3 Steps to Purify Refinery Wastewater: Grille → DAF → Biochemical Process
During the production of gasoline, diesel and other petroleum products, oil refineries generate large volumes of wastewater with complex compositions, containing oil contaminants, suspended solids and toxic organic substances. Direct discharge of such wastewater would cause severe pollution to soil and water sources.
In fact, the core treatment process for refinery wastewater is not complicated. Three key steps—grille filtration → dissolved air flotation → biochemical treatment—can gradually purify turbid wastewater until it meets discharge standards. Let's break down each step in detail.
Step 1: Grille Filtration – The First "Sieve" for Wastewater
Grille filtration serves as the pretreatment stage of refinery wastewater treatment, acting like a sieve for wastewater.

Refinery wastewater often contains various large debris, such as rags, plastic pieces, welding slag and solid particles shed during production processes. If these impurities enter subsequent treatment equipment, they may easily clog pipelines, damage pumps and disrupt the operation of the entire treatment system.
The working principle of a grille is simple: it is a filtering device composed of a series of parallel metal bars. When wastewater flows through the grille, large-sized suspended solids are intercepted by the bars. Workers regularly clean these trapped residues, which pre-purifies the wastewater and reduces the load on subsequent treatment units.
After grille filtration, large impurities are removed, but the wastewater still contains fine suspended solids and high concentrations of oil contaminants, requiring further treatment in the next step.
Step 2: Dissolved Air Flotation (DAF) – Making Oil Contaminants Float to the Surface
The core objective of this step is to remove oil substances and fine suspended solids from wastewater, making it one of the most critical stages in refinery wastewater treatment.

Oil contaminants in refinery wastewater are categorized into free oil, dispersed oil and emulsified oil. Emulsified oil, in particular, consists of tiny oil droplets that are difficult to separate from water as they are fully mixed. The principle of DAF is to inject a large number of micro-bubbles into the wastewater, which attach to the surfaces of oil droplets and fine suspended solids.
Carried by the bubbles, these contaminants float upward and eventually form a layer of scum on the water surface. Workers scrape off the scum, effectively separating most oil contaminants and suspended solids from the wastewater.
After DAF treatment, the turbidity of wastewater drops significantly, and the oil content is reduced to a relatively low level. However, the water still contains dissolved toxic organic substances such as phenols and benzenes, which need to be addressed in the third step.
Step 3: Biochemical Treatment – Microorganisms "Consume" Dissolved Contaminants
Biochemical treatment is the core stage of refinery wastewater purification, relying on the principle of microbial degradation.

Although the wastewater appears clear to the naked eye after the first two steps, it still contains large amounts of organic matter that can be utilized by microorganisms. The biochemical treatment tank is cultivated with a specialized "microbial army", including aerobic bacteria and anaerobic bacteria.
In an aerobic environment, aerobic bacteria feed on organic matter in the wastewater, breaking it down into carbon dioxide, water and harmless inorganic salts through metabolism. For some refractory organic substances, anaerobic digestion is applied: anaerobic bacteria decompose large-molecule organic compounds into small-molecule ones, facilitating further degradation by aerobic bacteria in subsequent processes.
This process is like performing a deep cleaning on the wastewater—toxic and harmful substances dissolved in the water are "consumed" by microorganisms, and key pollution indicators (such as COD and ammonia nitrogen) are reduced to meet discharge standards.
Conclusion
From grille filtration for intercepting large impurities, to dissolved air flotation for separating oil and fine suspended solids, and then to biochemical treatment for degrading dissolved contaminants, these three interconnected steps form the basic process for refinery wastewater treatment.
In practice, refineries may add advanced treatment stages such as activated carbon adsorption and membrane filtration before or after these three steps, depending on the actual water quality. Nevertheless, grille filtration → dissolved air flotation → biochemical treatment remains the most fundamental and essential "purification package". It is this set of processes that enables refineries to produce energy products while protecting the ecological environment.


**The problem**
Find the word "USPS" in the data below and copy each line that holds it.

--- Excerpted data Enclosed Below ---

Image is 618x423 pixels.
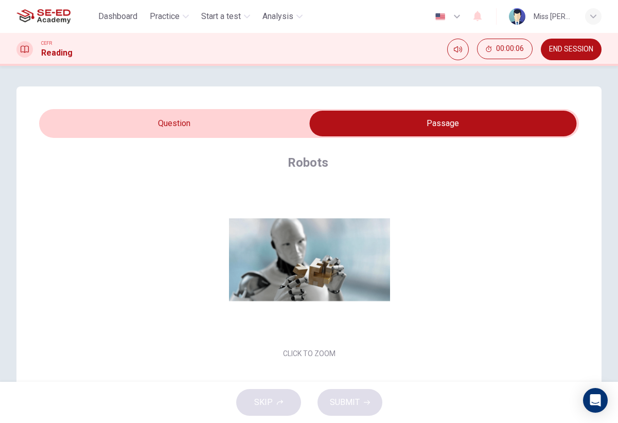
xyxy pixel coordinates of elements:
span: CEFR [41,40,52,47]
img: SE-ED Academy logo [16,6,71,27]
img: en [434,13,447,21]
div: Miss [PERSON_NAME] [534,10,573,23]
button: END SESSION [541,39,602,60]
div: 1 [56,382,72,398]
button: Practice [146,7,193,26]
span: END SESSION [549,45,594,54]
img: Profile picture [509,8,526,25]
span: Practice [150,10,180,23]
span: Start a test [201,10,241,23]
span: Analysis [263,10,293,23]
div: Mute [447,39,469,60]
button: Start a test [197,7,254,26]
button: Dashboard [94,7,142,26]
button: 00:00:06 [477,39,533,59]
button: Analysis [258,7,307,26]
a: SE-ED Academy logo [16,6,94,27]
div: Open Intercom Messenger [583,388,608,413]
h4: Robots [288,154,328,171]
span: Dashboard [98,10,137,23]
div: Hide [477,39,533,60]
span: 00:00:06 [496,45,524,53]
h1: Reading [41,47,73,59]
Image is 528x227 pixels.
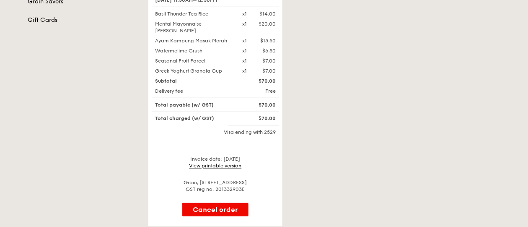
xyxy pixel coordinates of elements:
div: Invoice date: [DATE] [152,156,279,169]
div: $70.00 [237,115,281,122]
div: $20.00 [259,21,276,27]
div: Mentai Mayonnaise [PERSON_NAME] [150,21,237,34]
div: Delivery fee [150,88,237,94]
div: $70.00 [237,78,281,84]
a: View printable version [189,163,242,169]
div: Visa ending with 2529 [152,129,279,136]
div: x1 [242,67,247,74]
div: $7.00 [262,67,276,74]
div: $14.00 [259,10,276,17]
span: Total payable (w/ GST) [155,102,214,108]
div: Grain, [STREET_ADDRESS] GST reg no: 201332903E [152,179,279,193]
div: Ayam Kampung Masak Merah [150,37,237,44]
div: x1 [242,57,247,64]
div: x1 [242,21,247,27]
div: Free [237,88,281,94]
div: Watermelime Crush [150,47,237,54]
div: $7.00 [262,57,276,64]
button: Cancel order [182,203,249,216]
div: $15.50 [260,37,276,44]
a: Gift Cards [28,16,138,24]
div: Basil Thunder Tea Rice [150,10,237,17]
div: x1 [242,37,247,44]
div: x1 [242,47,247,54]
div: Total charged (w/ GST) [150,115,237,122]
div: $6.50 [262,47,276,54]
div: Subtotal [150,78,237,84]
div: Greek Yoghurt Granola Cup [150,67,237,74]
div: x1 [242,10,247,17]
div: Seasonal Fruit Parcel [150,57,237,64]
div: $70.00 [237,101,281,108]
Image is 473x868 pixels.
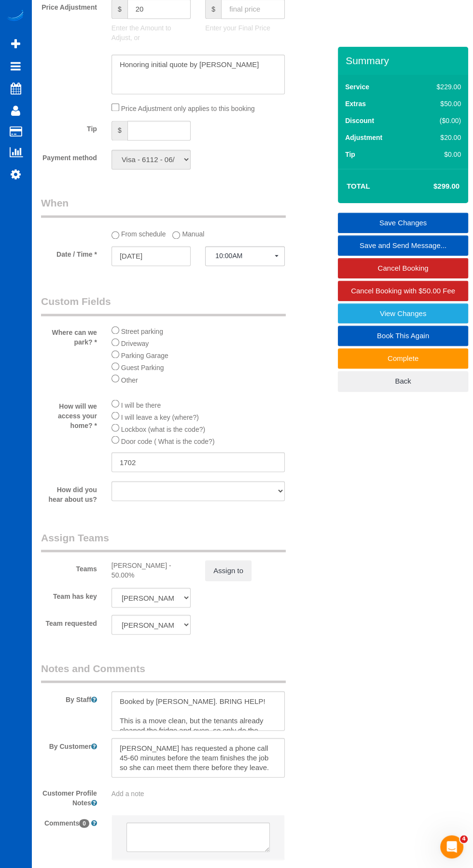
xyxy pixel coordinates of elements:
[111,790,145,798] span: Add a note
[34,691,105,705] label: By Staff
[34,325,105,347] label: Where can we park? *
[345,133,382,143] label: Adjustment
[338,236,468,256] a: Save and Send Message...
[6,10,25,23] img: Automaid Logo
[111,226,166,239] label: From schedule
[121,105,255,112] span: Price Adjustment only applies to this booking
[34,588,105,601] label: Team has key
[416,150,461,159] div: $0.00
[111,23,191,42] p: Enter the Amount to Adjust, or
[351,286,455,295] span: Cancel Booking with $50.00 Fee
[34,398,105,430] label: How will we access your home? *
[172,226,204,239] label: Manual
[416,116,461,125] div: ($0.00)
[345,116,374,125] label: Discount
[121,425,205,433] span: Lockbox (what is the code?)
[121,437,215,445] span: Door code ( What is the code?)
[34,120,105,134] label: Tip
[205,560,251,581] button: Assign to
[172,232,180,239] input: Manual
[338,304,468,324] a: View Changes
[41,531,285,552] legend: Assign Teams
[416,133,461,143] div: $20.00
[34,481,105,504] label: How did you hear about us?
[338,371,468,392] a: Back
[416,99,461,108] div: $50.00
[121,352,168,360] span: Parking Garage
[205,246,284,266] button: 10:00AM
[215,252,275,260] span: 10:00AM
[338,258,468,279] a: Cancel Booking
[34,150,105,162] label: Payment method
[121,401,160,409] span: I will be there
[111,560,191,580] div: [PERSON_NAME] - 50.00%
[121,364,164,371] span: Guest Parking
[34,815,105,828] label: Comments
[345,150,355,159] label: Tip
[345,99,366,108] label: Extras
[111,120,127,141] span: $
[405,183,459,191] h4: $299.00
[347,182,370,191] strong: Total
[338,213,468,234] a: Save Changes
[41,196,285,218] legend: When
[34,785,105,807] label: Customer Profile Notes
[121,340,150,348] span: Driveway
[440,836,463,859] iframe: Intercom live chat
[416,82,461,92] div: $229.00
[111,246,191,266] input: MM/DD/YYYY
[34,560,105,574] label: Teams
[338,326,468,346] a: Book This Again
[34,246,105,259] label: Date / Time *
[111,232,119,239] input: From schedule
[346,55,463,66] h3: Summary
[41,662,285,683] legend: Notes and Comments
[338,349,468,369] a: Complete
[34,615,105,629] label: Team requested
[34,738,105,751] label: By Customer
[338,281,468,301] a: Cancel Booking with $50.00 Fee
[345,82,369,92] label: Service
[121,327,163,335] span: Street parking
[79,819,89,828] span: 0
[121,413,198,421] span: I will leave a key (where?)
[460,836,468,844] span: 4
[121,376,138,384] span: Other
[205,23,284,33] p: Enter your Final Price
[41,294,285,316] legend: Custom Fields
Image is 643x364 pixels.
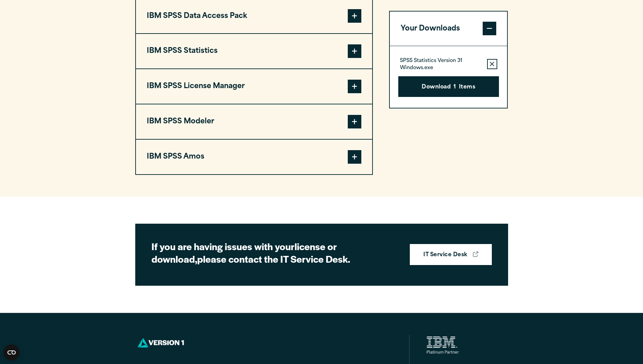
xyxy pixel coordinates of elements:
button: IBM SPSS Modeler [136,104,372,139]
strong: license or download, [151,239,337,266]
p: SPSS Statistics Version 31 Windows.exe [400,58,482,71]
strong: IT Service Desk [424,250,467,260]
a: IT Service Desk [410,244,492,265]
h2: If you are having issues with your please contact the IT Service Desk. [151,240,389,265]
button: Open CMP widget [3,344,19,361]
button: IBM SPSS License Manager [136,69,372,104]
button: Download1Items [399,76,499,97]
button: IBM SPSS Amos [136,140,372,174]
div: Your Downloads [390,46,508,108]
button: Your Downloads [390,11,508,46]
button: IBM SPSS Statistics [136,34,372,68]
span: 1 [454,83,456,92]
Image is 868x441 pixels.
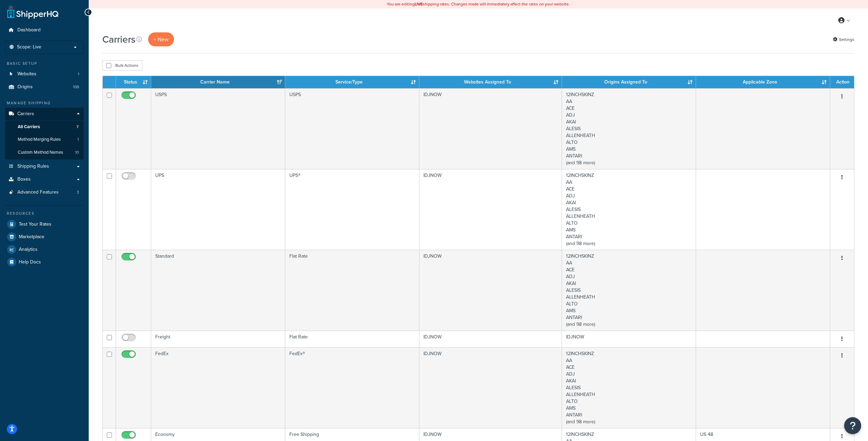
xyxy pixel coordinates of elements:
td: IDJNOW [562,331,696,348]
td: USPS [285,88,419,169]
span: Dashboard [17,27,41,33]
li: Advanced Features [5,186,83,199]
b: LIVE [414,1,423,7]
a: Method Merging Rules 1 [5,133,83,146]
li: Method Merging Rules [5,133,83,146]
span: Websites [17,71,37,77]
a: ShipperHQ Home [7,5,58,19]
a: Boxes [5,173,83,186]
td: FedEx® [285,348,419,428]
button: + New [148,32,174,46]
a: Custom Method Names 10 [5,146,83,159]
li: Carriers [5,108,83,159]
span: 1 [78,71,79,77]
span: Advanced Features [17,189,59,195]
a: Settings [832,35,854,44]
span: Boxes [17,176,30,182]
span: Scope: Live [17,44,41,50]
td: Freight [151,331,285,348]
th: Carrier Name: activate to sort column ascending [151,76,285,88]
td: Flat Rate [285,331,419,348]
span: Carriers [17,111,34,117]
div: Basic Setup [5,61,83,66]
th: Action [830,76,854,88]
span: All Carriers [17,124,40,130]
span: Shipping Rules [17,164,49,170]
td: IDJNOW [419,331,562,348]
li: Custom Method Names [5,146,83,159]
span: 3 [77,189,79,195]
td: USPS [151,88,285,169]
td: IDJNOW [419,88,562,169]
span: Method Merging Rules [17,137,61,142]
span: Test Your Rates [19,221,51,228]
span: Marketplace [19,234,45,240]
a: Dashboard [5,24,83,37]
a: Analytics [5,243,83,256]
a: Carriers [5,108,83,121]
td: IDJNOW [419,250,562,331]
td: 12INCHSKINZ AA ACE ADJ AKAI ALESIS ALLENHEATH ALTO AMS ANTARI (and 98 more) [562,169,696,250]
a: Test Your Rates [5,218,83,230]
span: Help Docs [19,260,41,265]
button: Open Resource Center [844,417,861,434]
h1: Carriers [103,33,135,46]
a: Advanced Features 3 [5,186,83,199]
td: IDJNOW [419,348,562,428]
li: Origins [5,81,83,93]
a: All Carriers 7 [5,121,83,133]
td: IDJNOW [419,169,562,250]
th: Applicable Zone: activate to sort column ascending [696,76,830,88]
a: Websites 1 [5,68,83,81]
span: Origins [17,84,33,90]
td: UPS [151,169,285,250]
th: Status: activate to sort column ascending [116,76,151,88]
td: 12INCHSKINZ AA ACE ADJ AKAI ALESIS ALLENHEATH ALTO AMS ANTARI (and 98 more) [562,348,696,428]
li: Websites [5,68,83,81]
td: 12INCHSKINZ AA ACE ADJ AKAI ALESIS ALLENHEATH ALTO AMS ANTARI (and 98 more) [562,250,696,331]
td: Standard [151,250,285,331]
a: Shipping Rules [5,160,83,173]
th: Origins Assigned To: activate to sort column ascending [562,76,696,88]
span: Custom Method Names [17,150,63,155]
div: Resources [5,211,83,216]
td: FedEx [151,348,285,428]
td: Flat Rate [285,250,419,331]
th: Service/Type: activate to sort column ascending [285,76,419,88]
span: 10 [75,150,79,155]
td: 12INCHSKINZ AA ACE ADJ AKAI ALESIS ALLENHEATH ALTO AMS ANTARI (and 98 more) [562,88,696,169]
a: Origins 108 [5,81,83,93]
button: Bulk Actions [103,60,142,70]
td: UPS® [285,169,419,250]
li: All Carriers [5,121,83,133]
div: Manage Shipping [5,100,83,106]
th: Websites Assigned To: activate to sort column ascending [419,76,562,88]
span: Analytics [19,247,38,252]
a: Marketplace [5,231,83,243]
a: Help Docs [5,256,83,268]
span: 1 [77,137,79,142]
span: 7 [77,124,79,130]
span: 108 [73,84,79,90]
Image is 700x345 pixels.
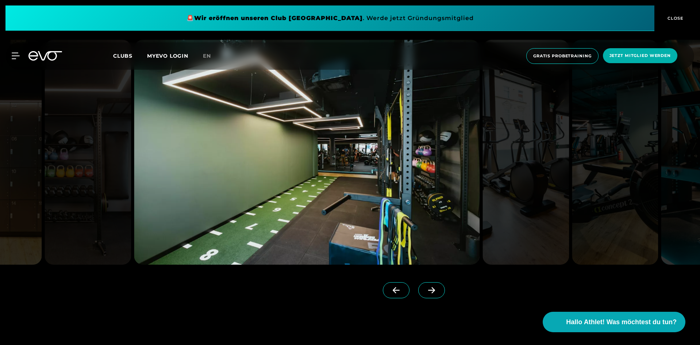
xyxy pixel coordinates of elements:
[524,48,600,64] a: Gratis Probetraining
[44,40,131,264] img: evofitness
[654,5,694,31] button: CLOSE
[203,52,220,60] a: en
[542,311,685,332] button: Hallo Athlet! Was möchtest du tun?
[203,53,211,59] span: en
[600,48,679,64] a: Jetzt Mitglied werden
[533,53,591,59] span: Gratis Probetraining
[572,40,658,264] img: evofitness
[482,40,569,264] img: evofitness
[566,317,676,327] span: Hallo Athlet! Was möchtest du tun?
[609,53,670,59] span: Jetzt Mitglied werden
[134,40,479,264] img: evofitness
[113,52,147,59] a: Clubs
[147,53,188,59] a: MYEVO LOGIN
[665,15,683,22] span: CLOSE
[113,53,132,59] span: Clubs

--- End of Enclosed Excerpted data ---

**Answer space**
td: USPS [285,88,419,169]
td: USPS [151,88,285,169]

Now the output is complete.